Discussing LoraHub: Exploration, Implementation, and Potential Improvements
ChuxiJ opened this issue · 1 comments
ChuxiJ commented
LoraHub is a really great idea, similar to a few ideas I thought of yesterday.
- Unlike MOE, instead of training many domain experts, it trains multiple Loras on a large base model.
- During inference, a router mechanism is used to select which Lora weights to combine for inference. Only one base model is needed for deployment. Like a chain of trees, if you infer several times, you can achieve better performance.

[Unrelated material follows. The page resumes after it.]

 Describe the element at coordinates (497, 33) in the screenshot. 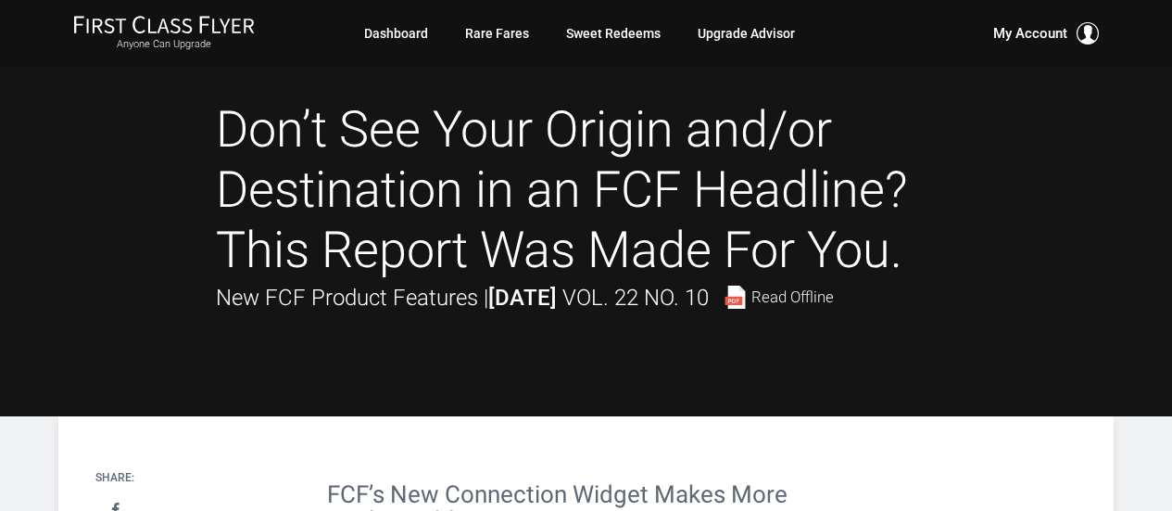

I see `a: Rare Fares` at that location.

- The training parameters and data for Lora can be made more aggressive, ready to scale up. For example, a 65B base model, trained on high-quality data from 8 different domains, separately trains 8 1B Loras. Has anyone compared whether its performance is better or worse than MOE?
- It is not yet very clear which base models were chosen in the paper, how the training parameters were, how the Loras were merged for inference, and many other details. I am waiting for the code to be published for more details.
- How to cleverly design the router mechanism is also worth researching and discussing. Are there any related materials to recommend?
SivilTaram commented
Thanks for your question @ChuxiJ , and I'd answer them here:
- Yes, this is exactly what lorahub wants to implement. And we have also discussed the relationship of lorahub with moe in the related work section.
- I'm not sure if the scalar weight can be a router since the router mechanism in MoE should include many router weights.
- 😂 It's a little expensive for our Lab to train such kind of models. But it's worthy to try.
- We clearly state that
Flan-t5-large
is the base model. You can checkout the first section and the experimental results for details. All these details are already in the paper. - The gradient-free method used in lorahub may be a great solution.